"I don't think it's a mistake, Mrs. Thomas."
"Thank you, sir. Thomas he wouldn't hear of spending it till I'd asked you, and he do say how he'll keep the coin, but I says Miss Toney tells us to spend it and it wouldn't be honest not to."
Mrs. Thomas had already mentally spent it, and could not at all agree with wrapping up the gold as a keepsake.
"Certainly, she means you to spend it. You must all come to do her honour to-day. If we could all think of other people instead of ourselves as she does, our village would be none the worse!"

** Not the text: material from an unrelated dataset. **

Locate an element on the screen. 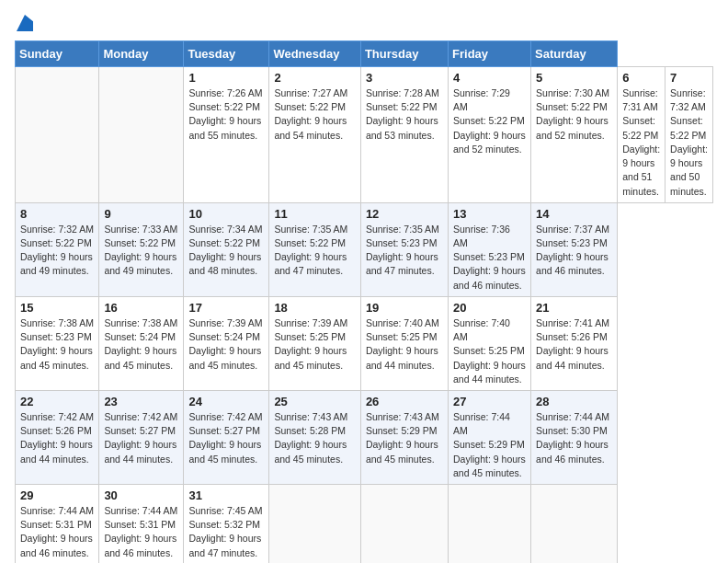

"Thomas thinks no end of her after what she did for him, sir, he wouldn't go the public now as he used to do if you was to pay him to go, all along of Miss Toney. Thank you, sir, I'll tell Thomas."
In another moment the Vicar met his own gardener, who lived in a cottage close by.
"If you please, sir, Miss Toney sent me a sovereign. Is it all right, sir, for me to accept it?"
"She has made no favourite, Turner, every villager on her uncle's estate has the same, I believe."
Mr. Hales returned home with a smile on his lips.
"Mother! our madcap heiress has sent a sovereign to each of her uncle's cottagers. I don't know what other surprises we shall have this evening." Mrs. Hales shook her head.